Another option for serious importation problems is a Section 337 exclusion order from the U.S. International Trade Commission. An exclusion order bars the named respondents from importing the infringing goods entirely and is enforced by CBP at the border. Section 337 covers the unfair trade practice of importing articles that infringe a federally registered trademark. It is a more involved process than CBP recordation, but the enforcement mechanism is correspondingly stronger.
Product authentication measures, such as batch codes, watermarks, holograms, and other anti-counterfeiting features, can also make it harder for counterfeiters to replicate genuine goods convincingly and easier for CBP agents to spot fakes.

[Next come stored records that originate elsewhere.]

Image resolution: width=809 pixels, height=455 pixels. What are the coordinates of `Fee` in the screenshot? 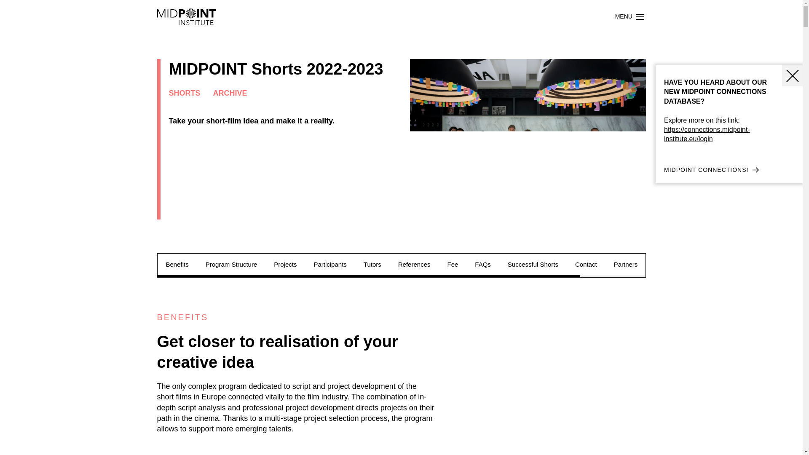 It's located at (453, 264).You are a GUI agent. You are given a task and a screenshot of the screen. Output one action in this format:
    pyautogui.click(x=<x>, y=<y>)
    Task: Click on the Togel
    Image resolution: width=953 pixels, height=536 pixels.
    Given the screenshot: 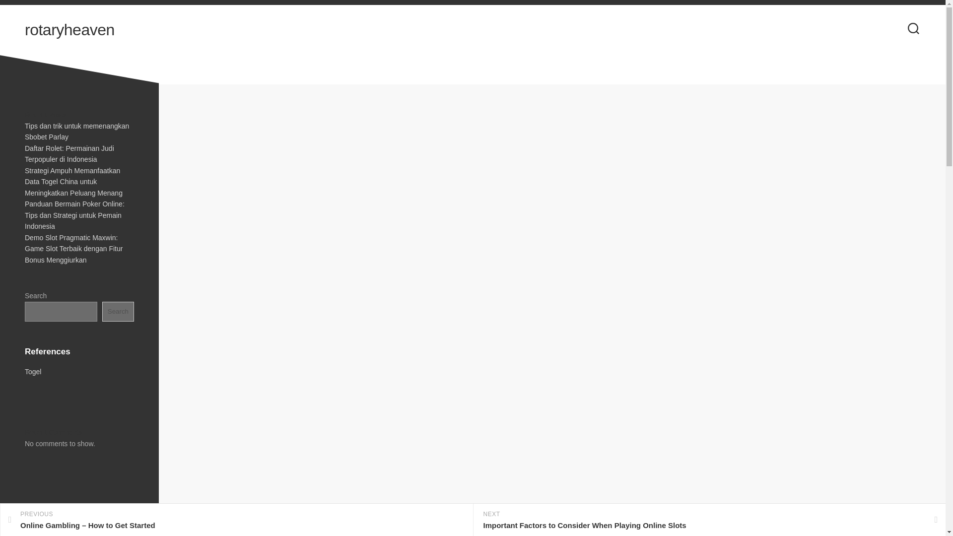 What is the action you would take?
    pyautogui.click(x=33, y=371)
    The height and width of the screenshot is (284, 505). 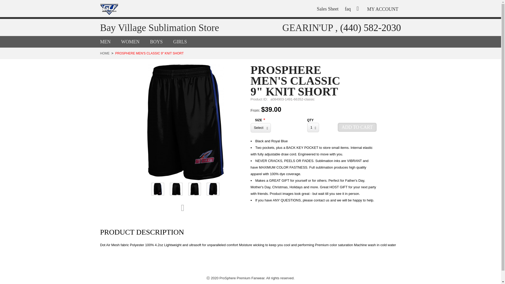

Start with the Registration
None of the CBP enforcement mechanisms described here are available without a federal trademark registration on the Principal Register. That registration is the prerequisite for everything else. If your brand is being built for the long term and your supply chain or distribution involves imported goods or potential foreign counterfeiting, the registration is not an optional step.
Once you have the registration, recording it with CBP for $190 per class is one of the lowest-cost, highest-leverage things you can do to protect your brand at the border.
If you have questions about registering your trademark or want to understand how a registration fits into a broader brand protection strategy, book a free consultation with Five Dogs Law.